The Chinese government Aug. 2 urged government officials to be more open, a development greeted both with hope and cynicism.
The new statement does not create any new legal requirements for transparency but was viewed by some as a significant restatement in support of proactive openness.
Others were less sanguine and noted the policy’s appearance in the wake of widespread criticism of the government for lack of openness concerning the July 23 train collision in Wenzhou.
Among other things, the so-called Joint Opinions says that the results of official investigations and the measures the government has taken to handle the emergencies should be released to the public in an “objective and timely manner.”
The Basics
The announcement of the Joint Opinions came from the State Council, China’s Cabinet, and the Communist Party of China Central Committee.
The Chinese government also published on the official government website an explanation of the opinions in Q&A format. This says the opinions have been under drafting since 2009, building on the 2005 Party-State Council Opinions on Promoting Open Government Affairs, went through multiple seminars and drafts during 2010 and only now were finalized and released, with the new content being the part about establishing a nationwide government services (service center, one-stop shop for approvals and other services) system.
Also see an English article on the official central government website, a basic news article in the China Daily and a critical article in Asia News.
Horsley Provides Explanation
Jamie Horsley, Deputy Director, The China Law Center and Senior Research Scholar & Lecturer in Law, Yale Law School, told FreedomInfo.org that the Joint Opinions are akin to an executive order in the United States, “setting the tone in a way that is binding as a policy matter on government agencies, even though they do not create any new rights on the part of the public to enforce them.”
“Importantly in the area of deepening open government affairs, they re-state a presumption of disclosure of government-held information, pronouncing that disclosure is to be the principle, nondisclosure the exception, a phrase that does not appear in the OGI Regulations themselves,” Horsley said.
Horsley explained further:
They encourage agencies to do a better job of disclosing proactively the kinds of information the public is particularly interested in, including government budgets and finances, major projects and the handling of “sudden incidents” or emergencies, and to be more transparent about the process as well as the result of government decisionmaking. They instruct all localities and departments to make open government and government service a part of the performance evaluation of government agencies and Party officials’ assessments.
Of course, these are general principles that will not necessarily lead to an immediate impact.
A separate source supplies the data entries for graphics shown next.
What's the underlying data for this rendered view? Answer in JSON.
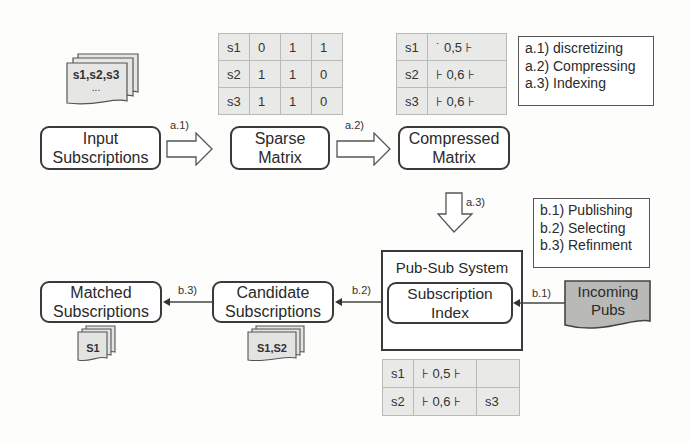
{
  "pipeline_a": {
    "input_docs": {
      "label": "s1,s2,s3",
      "ellipsis": "..."
    },
    "input_box": "Input\nSubscriptions",
    "sparse_box": "Sparse\nMatrix",
    "compressed_box": "Compressed\nMatrix",
    "arrow_a1": "a.1)",
    "arrow_a2": "a.2)",
    "arrow_a3": "a.3)",
    "sparse_matrix": [
      [
        "s1",
        "0",
        "1",
        "1"
      ],
      [
        "s2",
        "1",
        "1",
        "0"
      ],
      [
        "s3",
        "1",
        "1",
        "0"
      ]
    ],
    "compressed_matrix": [
      [
        "s1",
        "˙ 0,5 ⊦"
      ],
      [
        "s2",
        "⊦ 0,6 ⊦"
      ],
      [
        "s3",
        "⊦ 0,6 ⊦"
      ]
    ]
  },
  "legend_a": {
    "items": [
      "a.1) discretizing",
      "a.2) Compressing",
      "a.3) Indexing"
    ]
  },
  "legend_b": {
    "items": [
      "b.1) Publishing",
      "b.2) Selecting",
      "b.3) Refinment"
    ]
  },
  "pipeline_b": {
    "pubsub_title": "Pub-Sub System",
    "index_box": "Subscription\nIndex",
    "incoming": "Incoming\nPubs",
    "candidate_box": "Candidate\nSubscriptions",
    "matched_box": "Matched\nSubscriptions",
    "arrow_b1": "b.1)",
    "arrow_b2": "b.2)",
    "arrow_b3": "b.3)",
    "candidate_docs": "S1,S2",
    "matched_docs": "S1",
    "index_matrix": [
      [
        "s1",
        "⊦ 0,5 ⊦",
        ""
      ],
      [
        "s2",
        "⊦ 0,6 ⊦",
        "s3"
      ]
    ]
  }
}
Nonetheless, they provide an authoritative policy framework that is more conducive to continued local and departmental experimentation and improvement of government information disclosure and more open and participatory governance practices and policies.
Doubts Expressed
David Bandurski, writing for the China Media Project blog, commented in an Aug. 3 posting that the announcement was “purely a regurgitation” of previously expressed principles and cited their issuance 10 days after the train crash.
He also wrote:
Of course, critics are right on the money in pointing out that this is just more official-speak on top of official-speak, and the critical question is how to implement these principles. The National Ordinance on Open Government Information has been in effect for more than three years, but clearly it did nothing to create real openness or accountability within the railway ministry — where the push to develop high-speed rail has been in high gear since around 2007, and a truly open look at the books would certainly have set off warning bells.